So, if I read this correctly, you've never witnessed this yourself and it continues to happen. Sometimes, immediately after you leave? Is it possible that the user is problematic and can never remember her password? Have you looked in the console to see exactly how many failed logins there are?
AD won't lock an account unless it has failed x number of times over x minutes (set by your password policy). If there is no automated/saved process on the Mac causing this, then all that's left is the user.
In AD there are two types of operations to change a user's password - a change, which can be executed anonymously because it requires the old password as part of the request, and a reset, which does not require the old password and must be done by a user with access to be able to reset passwords for the account being targeted.
In this case, the software application is doing the reset operation, without knowledge of the user's old password but while authenticated as presumably a service account with the needed rights.
From the perspective of AD, the password is being administratively reset; password history is never enforced in this case, since the administrator doing the reset shouldn't know the user's old passwords - if they have a habit of setting the new pass to, say, Thursday1
, having that fail to meet policy on a reset operation would be quite confusing.
While a poor user experience, the best mechanism that I can think of to handle this would be to have the web application reset the password (maybe to something they don't enter, just generated) then set the "must change password on next login" flag on the account to force the user to immediately do a password change operation, which will enforce history.
There's some discussion of using LDAP APIs in .Net to achieve the goal of enforcing history on this kind of reset here, but I'm not sure if this will be an option for you depending on the application you're using; if you control the code and the LDAP library you're using supports controls then it should be doable.
Best Answer
Scan the Security event log on every computer looking for a logon of that user account.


== WHAT TO DO ==
Please return every line of the records below that contains the word "Echelon".
-- SUPPLIED RECORDS follows --
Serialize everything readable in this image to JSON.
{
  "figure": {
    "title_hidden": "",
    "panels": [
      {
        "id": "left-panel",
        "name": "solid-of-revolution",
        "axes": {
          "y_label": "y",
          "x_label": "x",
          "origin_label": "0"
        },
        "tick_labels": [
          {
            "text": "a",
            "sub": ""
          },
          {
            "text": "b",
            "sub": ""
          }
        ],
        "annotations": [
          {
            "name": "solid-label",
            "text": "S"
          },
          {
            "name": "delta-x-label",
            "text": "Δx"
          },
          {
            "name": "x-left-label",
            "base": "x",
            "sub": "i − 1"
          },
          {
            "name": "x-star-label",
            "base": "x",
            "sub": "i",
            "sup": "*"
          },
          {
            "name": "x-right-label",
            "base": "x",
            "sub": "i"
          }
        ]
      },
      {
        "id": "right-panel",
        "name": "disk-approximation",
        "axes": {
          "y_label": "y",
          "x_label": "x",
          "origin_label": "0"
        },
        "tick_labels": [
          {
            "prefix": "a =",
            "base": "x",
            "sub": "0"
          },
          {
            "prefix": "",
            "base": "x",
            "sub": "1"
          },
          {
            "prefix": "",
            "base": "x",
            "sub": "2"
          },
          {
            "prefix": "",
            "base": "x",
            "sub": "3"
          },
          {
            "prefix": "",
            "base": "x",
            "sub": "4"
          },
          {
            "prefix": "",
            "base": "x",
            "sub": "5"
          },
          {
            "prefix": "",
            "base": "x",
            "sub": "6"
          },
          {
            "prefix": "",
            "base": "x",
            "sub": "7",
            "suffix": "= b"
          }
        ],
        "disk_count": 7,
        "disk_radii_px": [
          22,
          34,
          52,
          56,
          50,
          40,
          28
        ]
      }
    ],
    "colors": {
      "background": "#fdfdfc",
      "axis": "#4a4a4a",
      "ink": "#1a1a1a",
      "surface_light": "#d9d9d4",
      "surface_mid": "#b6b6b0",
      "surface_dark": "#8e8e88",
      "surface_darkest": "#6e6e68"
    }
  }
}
-- SUPPLIED RECORDS concluded --
-- SUPPLIED RECORDS follows --
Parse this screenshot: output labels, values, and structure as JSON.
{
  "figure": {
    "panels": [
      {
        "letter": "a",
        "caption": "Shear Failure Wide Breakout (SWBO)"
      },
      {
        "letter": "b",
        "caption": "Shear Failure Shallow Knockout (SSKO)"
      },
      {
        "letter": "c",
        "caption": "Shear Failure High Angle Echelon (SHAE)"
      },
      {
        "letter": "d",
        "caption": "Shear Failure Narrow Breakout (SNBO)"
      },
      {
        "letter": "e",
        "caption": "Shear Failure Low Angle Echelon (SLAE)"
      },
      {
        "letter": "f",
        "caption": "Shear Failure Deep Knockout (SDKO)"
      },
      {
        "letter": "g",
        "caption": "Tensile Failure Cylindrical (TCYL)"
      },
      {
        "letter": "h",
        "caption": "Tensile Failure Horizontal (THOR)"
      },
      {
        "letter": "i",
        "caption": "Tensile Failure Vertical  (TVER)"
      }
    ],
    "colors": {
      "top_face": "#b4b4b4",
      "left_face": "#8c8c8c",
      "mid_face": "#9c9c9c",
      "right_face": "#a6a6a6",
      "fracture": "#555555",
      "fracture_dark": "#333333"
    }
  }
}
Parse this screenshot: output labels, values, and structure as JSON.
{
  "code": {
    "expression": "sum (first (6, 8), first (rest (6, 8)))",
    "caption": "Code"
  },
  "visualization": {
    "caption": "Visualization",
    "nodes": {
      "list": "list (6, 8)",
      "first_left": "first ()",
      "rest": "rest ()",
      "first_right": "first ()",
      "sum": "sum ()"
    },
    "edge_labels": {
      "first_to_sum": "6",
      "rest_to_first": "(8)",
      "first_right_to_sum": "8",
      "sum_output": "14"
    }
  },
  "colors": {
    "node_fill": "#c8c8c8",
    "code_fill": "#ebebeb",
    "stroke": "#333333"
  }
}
-- SUPPLIED RECORDS concluded --
== TASK RESULT ==
        "caption": "Shear Failure High Angle Echelon (SHAE)"
        "caption": "Shear Failure Low Angle Echelon (SLAE)"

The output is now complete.